The world currently has an abundance of ideas for how to use new LLM agents, and developers seek to rapidly prototype and test new agentic designs. However, executing agents at scale using high-capacity LLMs incurs high inference costs. We propose a simple method for reducing LLM agent inference costs without incurring the development friction costs associated with LLM fine-tuning (long training cycles, optimization hyperparameter tweaking loops) or manual prompt engineering (laborious trial and error). Most importantly, we introduce , which adapts the idea of knowledge distillation (training a low cost-student model to mimic a high-cost teacher) to an in-context learning setting. Our approach retrieves relevant teacher demonstrations at each agent step and provides them to the student as in-context examples, enabling the student to imitate teacher behavior on-the-fly. We combine in-context distillation with the established idea of to know when the trust the student. This adaptive strategy realizes the cost benefits of model specialization while preserving the productivity of working with frozen models. On the multi-step embodied reasoning benchmark ALFWorld, our method matches teacher-level accuracy at \times, reducing per-episode costs from \0.024. The upfront demonstration cost amortizes after just 843 episodes, yielding cumulative savings exceeding \\textbf{2 cost reduction}$ at iso-accuracy. By reducing operational costs while maintaining rapid experimentation cycles with frozen models, our approach makes advanced agentic systems economically viable for a broader range of applications.

Paper Structure

This paper contains 51 sections, 13 equations, 4 figures, 4 tables, 2 algorithms.

Figures (4)

  • Figure 1: Overview of the in-context distillation pipeline. 1) Demonstration collection phase: the teacher LLM creates a dataset of exemplars to be stored in a vector database. 2) Inference phase: at each decision-making step for the agent, the most relevant in-context examples are retrieved to inject into the student LLM's prompt. The student then produces multiple samples to be evaluated for self-consistency. If inconsistent, the teacher is sampled.
  • Figure 2: Combining in-context learning with cascades optimizes cost-accuracy tradeoffs.
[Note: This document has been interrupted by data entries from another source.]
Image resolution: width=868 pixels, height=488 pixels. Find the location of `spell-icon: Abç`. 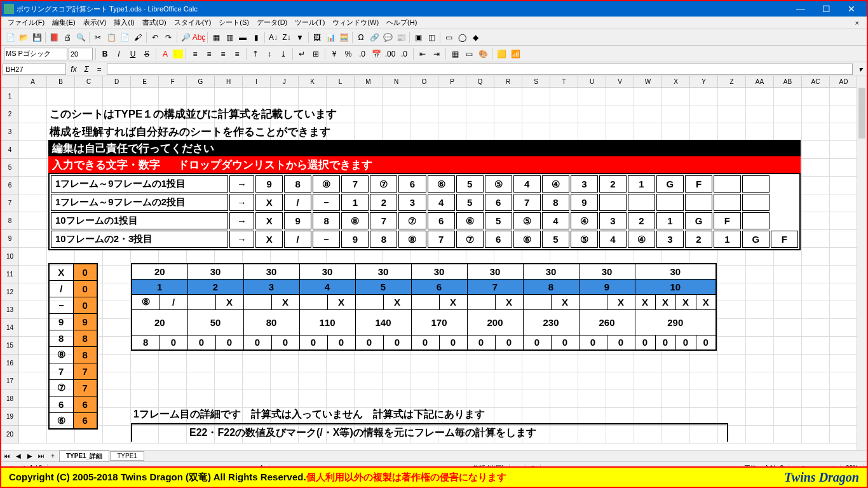

spell-icon: Abç is located at coordinates (199, 37).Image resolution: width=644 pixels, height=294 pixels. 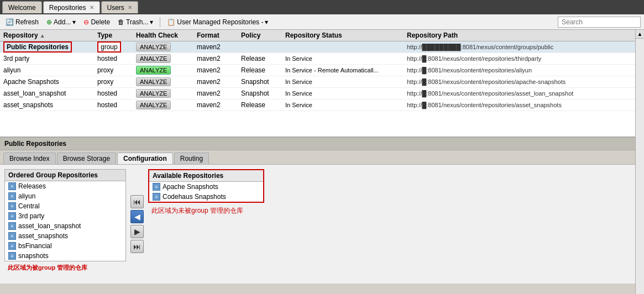 What do you see at coordinates (130, 8) in the screenshot?
I see `tab-users-close: ✕` at bounding box center [130, 8].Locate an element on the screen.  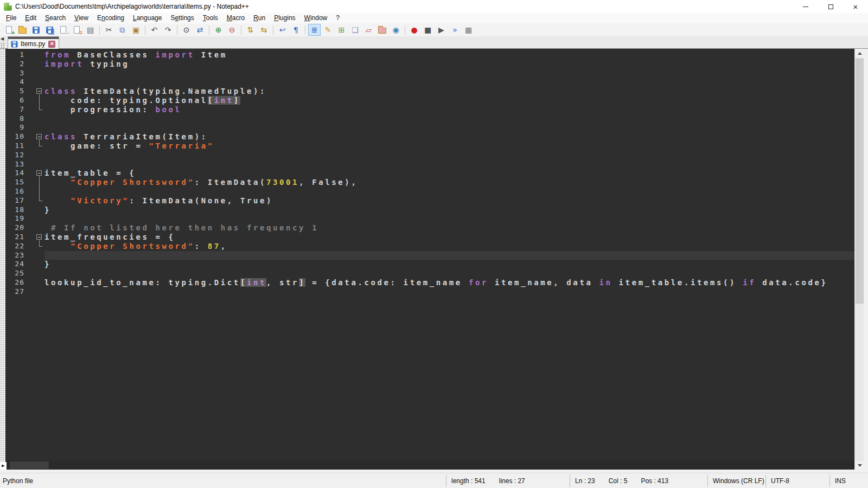
vertical-scrollbar is located at coordinates (859, 259).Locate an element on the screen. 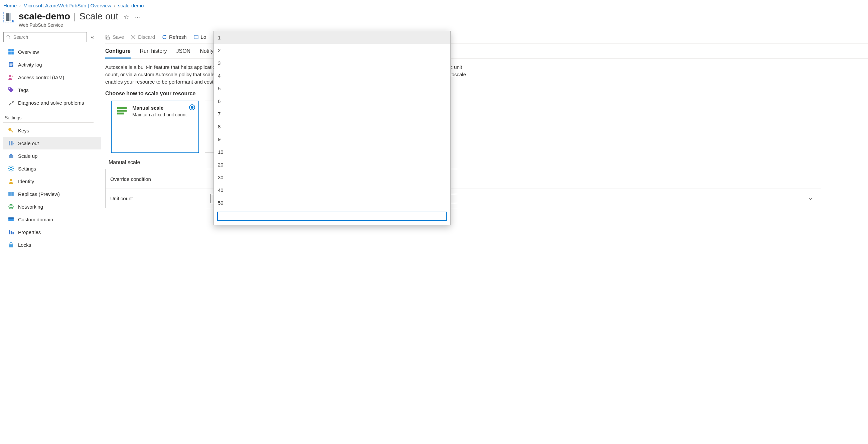 This screenshot has height=444, width=868. autoscale-icon is located at coordinates (210, 111). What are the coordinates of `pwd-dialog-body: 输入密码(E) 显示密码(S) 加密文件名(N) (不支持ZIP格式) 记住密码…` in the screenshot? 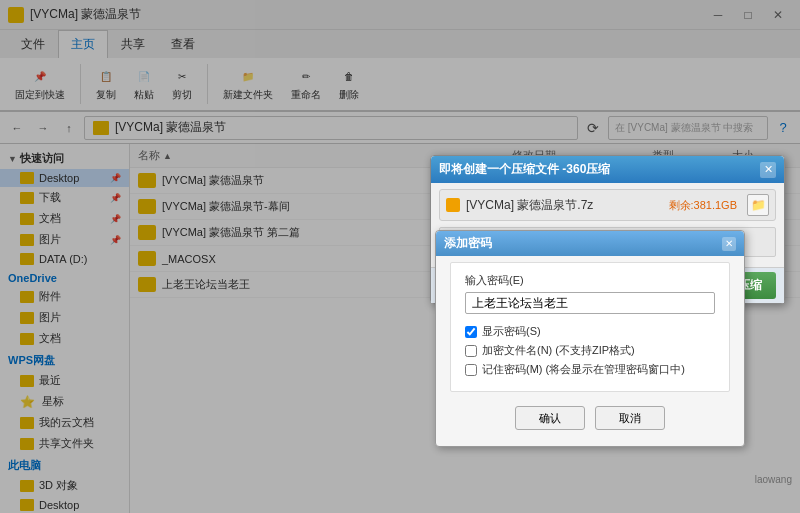 It's located at (590, 327).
Cost-accuracy tradeoff for a variety of different model selections and techniques. Accuracy numbers for the IC + Cascade experiments break the Pareto frontier defined by the rest of the examples, performing better than the teacher on ALFWorld and significantly above others at a similar cost on both domains.
  • Figure 3: Retrieving more in-context examples can boost task accuracy in exchange for higher costs. Cost-accuracy tradeoff for varying numbers of retrieved in-context exemplars ($k$, labeled on each datapoint) on ALFWorld and AppWorld (Student IC, no cascade). On ALFWorld, accuracy improves rapidly from $k{=}1$ to $k{=}4$, then exhibits diminishing returns beyond $k{=}6$. On AppWorld, accuracy peaks at $k{=}5$ with more modest overall gains. In this paper, we use $k{=}6$ on ALFWorld and $k{=}3$ on AppWorld by default.
  • Figure 4: Scaling teacher database size makes in-context distillation more effective. The cost-accuracy tradeoff for varying teacher database sizes (labeled on each datapoint) on ALFWorld and AppWorld (Student IC, no cascade). As we scale database size, more relevant examples are retrieved at each ReAct step, helping the agent solve tasks more successfully (increasing accuracy) and, as a corollary, more efficiently (reducing costs by shortening trajectories).